Here are the facts. First, there is no evidence that hurricanes have increased in number or intensity. The National Hurricane Center chart below shows the number of major hurricanes since 1851 and breaks out category 3,4, and 5 hurricanes to measure intense hurricanes over time. As you can see there does not appear to be an upward trend in overall hurricanes or in high intensity hurricanes. Recency bias cannot even explain the climate hysteria evident in current hurricane reporting.   

Second, there is strong evidence that the wide fluctuation in hurricanes and intensity over time is not related to global warming, but to an ocean surface temperature pattern known as the Atlantic Multidecadal Oscillation (AMO). If you overlap AMO patterns with hurricane activity, you can see that the variation in hurricane numbers closely align with this naturally occurring surface temperature pattern. You will also see that we are in a more active phase due to the current state of the AMO.

Setting aside the fact that there is little evidence that hurricanes have gotten worse, or that man-made carbon emissions have had any impact on the number or intensity of hurricanes, the more important point is that membership in the Regional Greenhouse Gas Initiative (RGGI) has not reduced carbon emissions. In fact, according to a recent report by Thomas Jefferson Institute’s Steve Haner, in the first two years of RGGI membership, CO2 emissions actually grew by 3.7 million tons. Virginia’s membership in RGGI is having the exact opposite effect than was expected.

As per Senator Surovell’s argument that the use of the $800 million in revenue collected under RGGI’s significant tax structure over the last three years could have mitigated this flooding, he clearly misunderstands how this money was spent. Fifty percent of RGGI funds were used for energy efficiency spending on low-income homes. Does anyone believe that Energy Efficient (EE compliant) refrigerators or greater insulation in the homes of lower income families would have mitigated the impact of Hurricane Helene?

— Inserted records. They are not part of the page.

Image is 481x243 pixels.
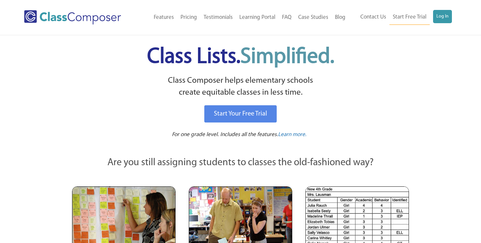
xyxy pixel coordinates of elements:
[278,131,307,139] a: Learn more.
[349,10,452,25] nav: Header Menu
[24,10,121,24] img: Class Composer
[357,10,390,24] a: Contact Us
[150,10,177,25] a: Features
[332,10,349,25] a: Blog
[279,10,295,25] a: FAQ
[204,105,277,122] a: Start Your Free Trial
[200,10,236,25] a: Testimonials
[295,10,332,25] a: Case Studies
[177,10,200,25] a: Pricing
[214,110,267,117] span: Start Your Free Trial
[236,10,279,25] a: Learning Portal
[433,10,452,23] a: Log In
[71,75,410,99] p: Class Composer helps elementary schools create equitable classes in less time.
[278,132,307,137] span: Learn more.
[390,10,430,25] a: Start Free Trial
[147,46,334,68] span: Class Lists.
[72,155,409,170] p: Are you still assigning students to classes the old-fashioned way?
[137,10,349,25] nav: Header Menu
[172,132,278,137] span: For one grade level. Includes all the features.
[240,46,334,68] span: Simplified.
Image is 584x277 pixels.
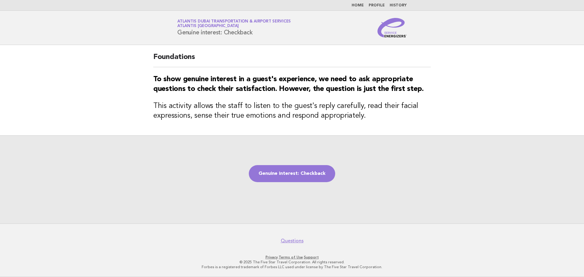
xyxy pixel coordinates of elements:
[153,52,431,67] h2: Foundations
[378,18,407,37] img: Service Energizers
[369,4,385,7] a: Profile
[106,260,478,265] p: © 2025 The Five Star Travel Corporation. All rights reserved.
[304,255,319,260] a: Support
[177,20,291,36] h1: Genuine interest: Checkback
[177,19,291,28] a: Atlantis Dubai Transportation & Airport ServicesAtlantis [GEOGRAPHIC_DATA]
[249,165,335,182] a: Genuine interest: Checkback
[153,76,424,93] strong: To show genuine interest in a guest's experience, we need to ask appropriate questions to check t...
[106,255,478,260] p: · ·
[266,255,278,260] a: Privacy
[390,4,407,7] a: History
[281,238,304,244] a: Questions
[153,101,431,121] h3: This activity allows the staff to listen to the guest's reply carefully, read their facial expres...
[279,255,303,260] a: Terms of Use
[352,4,364,7] a: Home
[106,265,478,270] p: Forbes is a registered trademark of Forbes LLC used under license by The Five Star Travel Corpora...
[177,24,239,28] span: Atlantis [GEOGRAPHIC_DATA]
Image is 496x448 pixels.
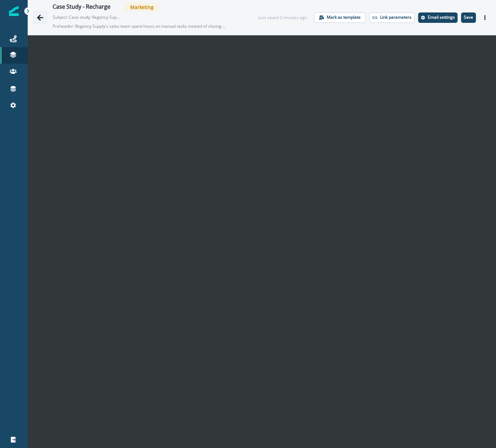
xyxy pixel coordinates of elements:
[428,15,455,20] p: Email settings
[53,3,111,11] div: Case Study - Recharge
[9,6,19,16] img: Inflection
[380,15,411,20] p: Link parameters
[314,13,366,23] button: Mark as template
[327,15,361,20] p: Mark as template
[418,13,458,23] button: Settings
[461,13,476,23] button: Save
[480,13,490,23] button: Actions
[53,11,122,20] p: Subject: Case study: Regency Supply finds and qualifies niche customers with [PERSON_NAME]
[464,15,474,20] p: Save
[124,3,159,11] span: Marketing
[258,14,307,21] div: Last saved 2 minutes ago
[33,11,47,25] button: Go back
[369,13,415,23] button: Link parameters
[53,20,226,32] p: Preheader: Regency Supply's sales team spent hours on manual tasks instead of closing deals. Trad...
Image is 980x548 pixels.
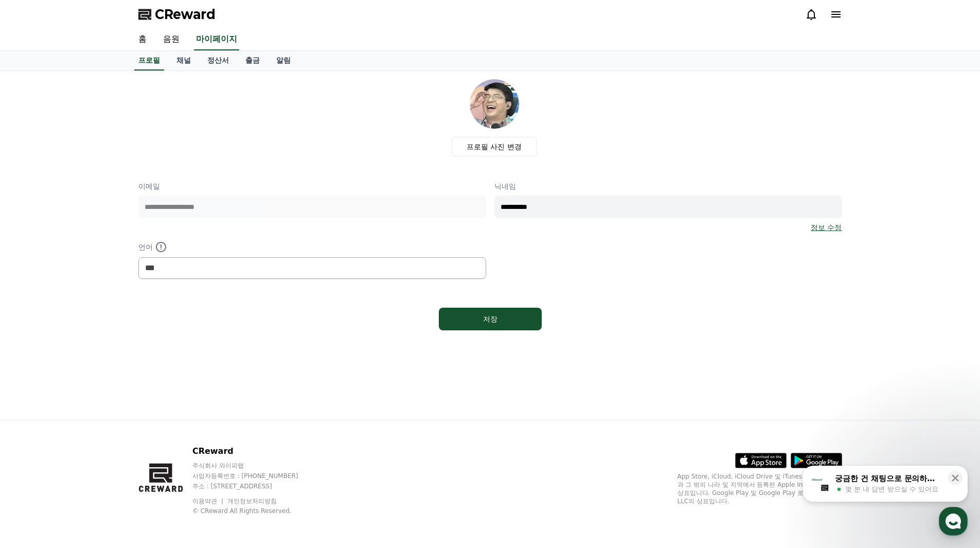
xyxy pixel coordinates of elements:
[199,51,238,71] a: 정산서
[132,327,198,352] a: 설정
[451,137,537,156] label: 프로필 사진 변경
[155,29,188,51] a: 음원
[470,79,519,129] img: profile_image
[139,6,216,23] a: CReward
[192,498,225,505] a: 이용약관
[238,51,268,71] a: 출금
[439,308,541,330] button: 저장
[68,327,132,352] a: 대화
[131,29,155,51] a: 홈
[194,29,239,51] a: 마이페이지
[159,342,171,350] span: 설정
[139,181,486,191] p: 이메일
[460,314,521,324] div: 저장
[494,181,842,191] p: 닉네임
[192,507,318,515] p: © CReward All Rights Reserved.
[192,445,318,457] p: CReward
[677,473,842,505] p: App Store, iCloud, iCloud Drive 및 iTunes Store는 미국과 그 밖의 나라 및 지역에서 등록된 Apple Inc.의 서비스 상표입니다. Goo...
[192,472,318,480] p: 사업자등록번호 : [PHONE_NUMBER]
[192,483,318,491] p: 주소 : [STREET_ADDRESS]
[810,222,841,232] a: 정보 수정
[169,51,199,71] a: 채널
[134,51,164,71] a: 프로필
[192,462,318,470] p: 주식회사 와이피랩
[3,327,68,352] a: 홈
[33,342,39,350] span: 홈
[94,342,106,350] span: 대화
[228,498,277,505] a: 개인정보처리방침
[155,6,216,23] span: CReward
[268,51,299,71] a: 알림
[139,241,486,253] p: 언어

Of course not.

In fact, our own study showed that the Energy Efficiency program as approved by the General Assembly and run by Dominion Energy Virginia, increases energy use by either replacing zero carbon producing broken appliances with carbon using working appliances, or families keeping their older appliances as a “backup” while taking advantage of the EE program to buy a second more efficient appliance. Think of moving your old refrigerator into a basement or garage, after you replace it with the government subsidized EE refrigerator.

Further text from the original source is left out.